Most managers approach underperformance completely wrong. They want quick fixes – “Can’t I just fire them?” or “How quickly can we get rid of someone on a PIP?” But effective performance management isn’t about creating paper trails for dismissal – it’s about helping people succeed.

The hidden costs of poor performance management are staggering:

Direct costs include recruitment fees averaging £3,000-£5,000 per failed hire, legal fees starting at £20,000 per tribunal, and settlement payments ranging from £5,000-£50,000. But these are just the obvious expenses.

Hidden costs devastate your bottom line: lost productivity from managers avoiding difficult conversations, team morale damage when poor performers aren’t addressed, good employees leaving because they’re carrying underperformers’ workload, and customer relationships suffering due to inconsistent service quality.

Opportunity costs represent the biggest loss: What could high-performing teams achieve if managers weren’t constantly firefighting performance problems? How much innovation gets stifled because energy goes into managing problems instead of developing potential?

The root cause is almost always the same: managers who promote technical experts into people management roles without any training on how to manage people.

The solution: Performance management that actually works

Train managers to diagnose before they prescribe.
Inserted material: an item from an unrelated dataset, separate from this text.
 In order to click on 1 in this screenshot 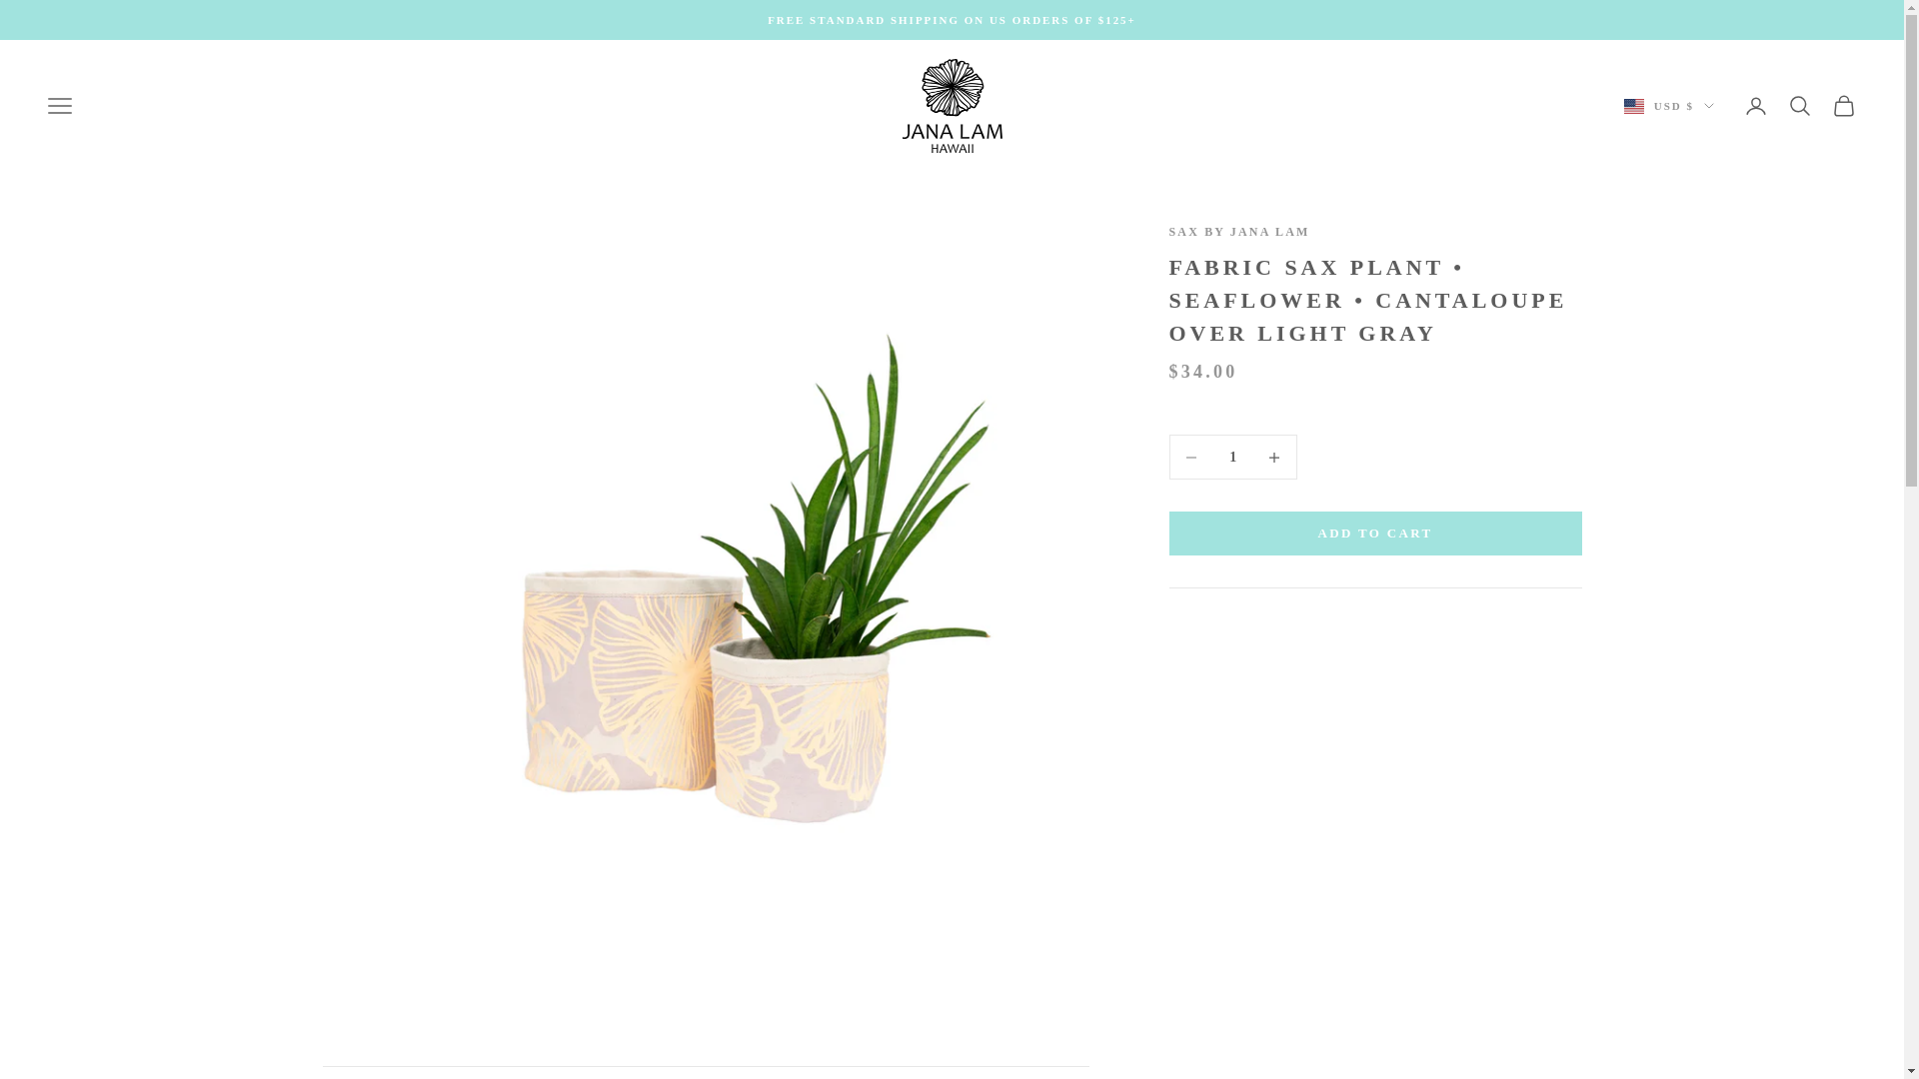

Most performance issues stem from management failures: poor recruitment, inadequate onboarding, unclear expectations, or lack of support. Before addressing employee performance, managers need to examine their own contribution to the problem.

Teach the skill vs. will distinction. Capability issues (someone can’t do the job despite trying) require patience, training, and support. Conduct issues (someone won’t do the job despite being able) need disciplinary action. Get this wrong and you’ll increase the chances of it all going wrong.

Implement structured probation processes. Day 1 induction setting clear expectations, week 1 check-in, formal reviews at 7, 45, and 90 days, with documented outcomes. No more waving people through probation because “we need the staff.”

Develop feedback frameworks. The PEERS model (Permission, Explain, Effect, Required action, Support) gives managers structure for difficult conversations. They stop avoiding performance issues because they know how to address them constructively.

Create performance improvement systems. Clear criteria for what improvement looks like, specific timelines, regular check-ins, and documented support offered. This protects both the employee and your business.

Document everything properly. Every conversation, every support offered, every improvement or decline. If things escalate to dismissal, you need evidence you’ve followed a fair process.

The businesses that invest in performance management training see immediate results: fewer failed probations, reduced recruitment costs, improved team morale, and virtually eliminated tribunal risk around performance dismissals.